Give Yourself a Pep Talk: Andy Grove on Leadership

Andy Grove was the CEO of Intel during its meteoric rise to the top of the semiconductor industry. Whatever device you’re reading this on, there’s a good chance there’s an Intel chip inside, and Andy Grove’s leadership is a big reason why.

Grove was an extremely competent, hard-working, and impressive person. In 1956, at age 20, he fled communist rule in his native Hungary, arriving penniless in the States. A few years later, he’d earned a PhD in Chemical Engineering from UC Berkeley. He was the third employee at Intel and eventually became the CEO, where his methodical, detail-oriented approach to management brought the company success upon success and earned him the admiration of his employees and his peers. Grove passed away in 2016, an icon of 20th century business. If there’s such a thing as a born leader, surely Andy Grove was one.

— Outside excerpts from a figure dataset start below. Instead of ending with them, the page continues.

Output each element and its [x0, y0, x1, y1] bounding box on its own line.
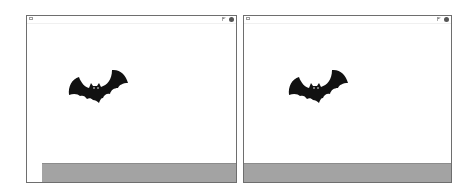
bat-sprite[interactable] [67, 68, 129, 108]
green-flag-icon[interactable] [222, 17, 226, 21]
green-flag-icon[interactable] [437, 17, 441, 21]
stage-right[interactable] [243, 15, 452, 183]
fullscreen-icon[interactable] [29, 17, 33, 20]
stop-icon[interactable] [229, 17, 234, 22]
stage-toolbar [27, 16, 236, 24]
stop-icon[interactable] [444, 17, 449, 22]
stage-left[interactable] [26, 15, 237, 183]
ground-strip [42, 163, 236, 182]
stage-toolbar [244, 16, 451, 24]
fullscreen-icon[interactable] [246, 17, 250, 20]
bat-sprite[interactable] [287, 68, 349, 108]
ground-strip [244, 163, 451, 182]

An Easy Way to Improve Your Understanding of Human Behavior

The social psychology of this century reveals a major lesson: often it is not so much the kind of person a man is as the kind of situation in which he finds himself that determines how he will act.

— Stanley Milgram

In our quest to understand the world and navigate it successfully, we need to make use of the best ideas from different disciplines. Here’s a simple but useful concept from social psychology that will improve your understanding of human behavior (if you can keep it in mind).

Want to Learn About Yourself? Start a Garden.

Success is about learning how the world works and aligning our actions accordingly. This is true in every area of life.

In our careers, success is about figuring out which skills are most valued in our profession and developing those skills to the best of our ability. In our relationships, success is about figuring out others’ needs and how to meet them.

We all have strengths and weaknesses that help and hinder our efforts to align our actions with pre-existing laws. The problem is, it’s difficult to notice our own tendencies—how we generally react to different situations. Being a good student of one’s own behavior is really, really hard.

What to Do When You Have a Lot to Do

Do you have a lot to do? Me too.

Except we don’t. We only ever have one thing to do: the task at hand.

I realize that sounds like a cop-out. Just like you, I know that creeping feeling of panic and despair as a thousand obligations clamor for our attention. Heck, I’ve had that feeling this week.

So maybe the task at hand is to take our thousand obligations and make a plan for how we’re going to get them done. But the task at hand isn’t to do a thousand things, because we can’t do a thousand things—we can only do one thing.

Should You Use Social Media During a Pandemic?

A reader wrote me the other day and asked if the pandemic had caused me to rethink my fairly hardline position on social media. This is a great question.

Social media isn’t inherently good or bad. As Cal Newport pointed out in Deep Work, it’s just a collection of tools that connect people to one another.

Social media does a whole bunch of other things, too—it eats our free time, divides us into tribes, and encourages us to compare ourselves to others. And while social media does connect us, the low-quality digital connection it offers is a poor substitute for rich, face-to-face interaction.